When you find out you have a medical problem and you seek a cure do your research criteria include finding a doctor riddled with the same disease which you are suffering? If you have AIDS, does the doctor you seek out for a cure lose credibility in your eyes if he or she cannot prove they also suffer the same malady? Of course not.
When a person wants to find a good doctor their last concern, if it is even considered at all, is that the doctor needs to have the same disease as the patient in order to prove they are capable of curing it. This might prove a capacity for sympathy or fellow-feeling, but that is all it might promise to guarantee. The typical medical bill is a high price to pay for a mere shoulder to cry on.
This mode of reasoning which considers emotions of least importance is called objectivity: the good doctor for me is the one with the knowledge, experience and skills to cure my illness. But this experience does not come best or only through having the disease itself. The kind of medical experience that is of benefit to a patient is the objective viewpoint and expertise built up through seeing the disease firsthand in others in various modes of development or occurrence, the observation of various cures and their results, the long process of trial and error made possible by professional and vocational commitment and longevity. This is readily seen and instantly understood by the patient who has confronted the evidence of his or her illness.
Such objectivity seems to be lacking in other areas. Does a priest have to publish emotional rantings about a love affair to prove he understands the lovelorn? Does a married person have to go into tear-soaked confession of past indiscretions in a public forum in order to aid the fidelity of engaged couples? Wallowing in such emotional displays and self-aggrandizement might demonstrate such persons to be confused and leave them vulnerable to making asinine errors in judgment which endanger their vocations and the faith of those who seek them as an example, but that is all. And in the end such self-revelations boil down only to so much selfishness.
Unfortunately many Catholics, who make loud and prolonged protestations of support for the priesthood, hold to this and other errors which undermine the very priesthood and the vocations which they so vociferously seek to convince themselves and others that they so value.
Please do for priests, the Church and yourself the service of seeking them out, not so that they might prove that they are capable of sympathizing with your particular situation because they are able with great detail recount their own foibles, errors and sins and thus prove their capacity for fellow-feeling. Rather seek them out in order to seek out Christ who alone is capable of never confusing sympathy with self-seeking, but who loves only as God, completely for the other. Redeeming love and mercy in Christ for the believer in need of salvation is the purpose of the priesthood.
The disease of gossip and the gluttony for information about the private lives of others which feeds emotional fantasy is dangerous. Lives, families and vocations founder on the rocks of the anti-culture of TMI*. Think before you post on Facebook. Think and PRAY.
And frequent confession wouldn't hurt either: objective, factual confession. Not more emotional spluttering and babbling. Leave that to Facebook.
*Too Much Information
Oh Father, you’ve read my mind in so many areas, and summed it all up so well! I hadn’t even realized they were so interrelated. Our pastor is a ‘late’ vocation-a widower with children and grandchildren. So many parishioners use him as an example of how a married priesthood would be preferred. They think he understands their problems so much better than previous pastors because he was married. I do think this undermines the celibate priesthood, even while I see firsthand how his family suffers… [My objection to the ACTS retreats-this month is the second anniversary of my retreat-is exactly what you described as tear-soaked confessions of past indiscretions in the (everything said here is confidential but) public forum of the weekend… But priests themselves can feel the need to sympathize-in confession once, the priest told me of an experience where he was a victim of theft and also had difficulty forgiving and seeing Christ in the thief… And, even though you began with the example of a good doctor and her objectivity, a family member who suffered a recent miscarriage, found her OB telling her of her own multiple miscarriages. (In this particular instance, I chose to share my awe at God’s miracle that any healthy child is, considering all that could go wrong, rather than comparing tragedies; what would you have done?)]
ReplyDeleteI will follow your advice and be on guard for the TMI factor, seeking only Christ’s love and mercy in the priesthood and continuing to pray for our priests.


# TASK INSTRUCTIONS
Please set down each line of the data again, unchanged.

━━━ RECORDS SHOWN ━━━

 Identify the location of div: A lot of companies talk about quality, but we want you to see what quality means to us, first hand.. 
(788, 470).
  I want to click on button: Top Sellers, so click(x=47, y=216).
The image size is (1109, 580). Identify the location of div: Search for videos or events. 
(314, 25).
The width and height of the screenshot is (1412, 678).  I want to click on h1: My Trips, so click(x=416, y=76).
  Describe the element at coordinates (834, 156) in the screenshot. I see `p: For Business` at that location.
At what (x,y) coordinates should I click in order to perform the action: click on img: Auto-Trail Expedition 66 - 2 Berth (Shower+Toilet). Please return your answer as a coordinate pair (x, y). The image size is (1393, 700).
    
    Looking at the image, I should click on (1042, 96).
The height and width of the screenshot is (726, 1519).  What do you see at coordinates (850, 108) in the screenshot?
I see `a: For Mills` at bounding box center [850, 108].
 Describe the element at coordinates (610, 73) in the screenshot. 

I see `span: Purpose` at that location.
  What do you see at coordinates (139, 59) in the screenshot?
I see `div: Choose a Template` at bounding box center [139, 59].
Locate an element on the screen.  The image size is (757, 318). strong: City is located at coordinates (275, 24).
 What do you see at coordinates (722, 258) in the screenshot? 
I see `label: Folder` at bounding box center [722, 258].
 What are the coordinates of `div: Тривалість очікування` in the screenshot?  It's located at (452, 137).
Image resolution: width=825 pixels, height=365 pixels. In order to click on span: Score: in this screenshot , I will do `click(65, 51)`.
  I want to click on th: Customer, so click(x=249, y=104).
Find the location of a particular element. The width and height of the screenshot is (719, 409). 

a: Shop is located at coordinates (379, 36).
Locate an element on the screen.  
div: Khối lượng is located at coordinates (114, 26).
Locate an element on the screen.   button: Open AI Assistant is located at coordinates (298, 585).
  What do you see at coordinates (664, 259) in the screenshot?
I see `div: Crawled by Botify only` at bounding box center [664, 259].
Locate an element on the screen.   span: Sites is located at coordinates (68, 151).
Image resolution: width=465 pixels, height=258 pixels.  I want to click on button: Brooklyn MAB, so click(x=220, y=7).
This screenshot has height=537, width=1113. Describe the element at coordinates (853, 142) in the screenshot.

━━━

# WORKED SOLUTION
 Identify the location of div: A lot of companies talk about quality, but we want you to see what quality means to us, first hand.. 
(788, 470).
  I want to click on button: Top Sellers, so click(x=47, y=216).
The image size is (1109, 580). Identify the location of div: Search for videos or events. 
(314, 25).
The width and height of the screenshot is (1412, 678).  I want to click on h1: My Trips, so click(x=416, y=76).
  Describe the element at coordinates (834, 156) in the screenshot. I see `p: For Business` at that location.
At what (x,y) coordinates should I click in order to perform the action: click on img: Auto-Trail Expedition 66 - 2 Berth (Shower+Toilet). Please return your answer as a coordinate pair (x, y). The image size is (1393, 700).
    
    Looking at the image, I should click on (1042, 96).
The height and width of the screenshot is (726, 1519).  What do you see at coordinates (850, 108) in the screenshot?
I see `a: For Mills` at bounding box center [850, 108].
 Describe the element at coordinates (610, 73) in the screenshot. 

I see `span: Purpose` at that location.
  What do you see at coordinates (139, 59) in the screenshot?
I see `div: Choose a Template` at bounding box center [139, 59].
Locate an element on the screen.  The image size is (757, 318). strong: City is located at coordinates (275, 24).
 What do you see at coordinates (722, 258) in the screenshot? 
I see `label: Folder` at bounding box center [722, 258].
 What are the coordinates of `div: Тривалість очікування` in the screenshot?  It's located at (452, 137).
Image resolution: width=825 pixels, height=365 pixels. In order to click on span: Score: in this screenshot , I will do `click(65, 51)`.
  I want to click on th: Customer, so click(x=249, y=104).
Find the location of a particular element. The width and height of the screenshot is (719, 409). 

a: Shop is located at coordinates (379, 36).
Locate an element on the screen.  
div: Khối lượng is located at coordinates (114, 26).
Locate an element on the screen.   button: Open AI Assistant is located at coordinates (298, 585).
  What do you see at coordinates (664, 259) in the screenshot?
I see `div: Crawled by Botify only` at bounding box center [664, 259].
Locate an element on the screen.   span: Sites is located at coordinates (68, 151).
Image resolution: width=465 pixels, height=258 pixels.  I want to click on button: Brooklyn MAB, so click(x=220, y=7).
This screenshot has height=537, width=1113. Describe the element at coordinates (853, 142) in the screenshot.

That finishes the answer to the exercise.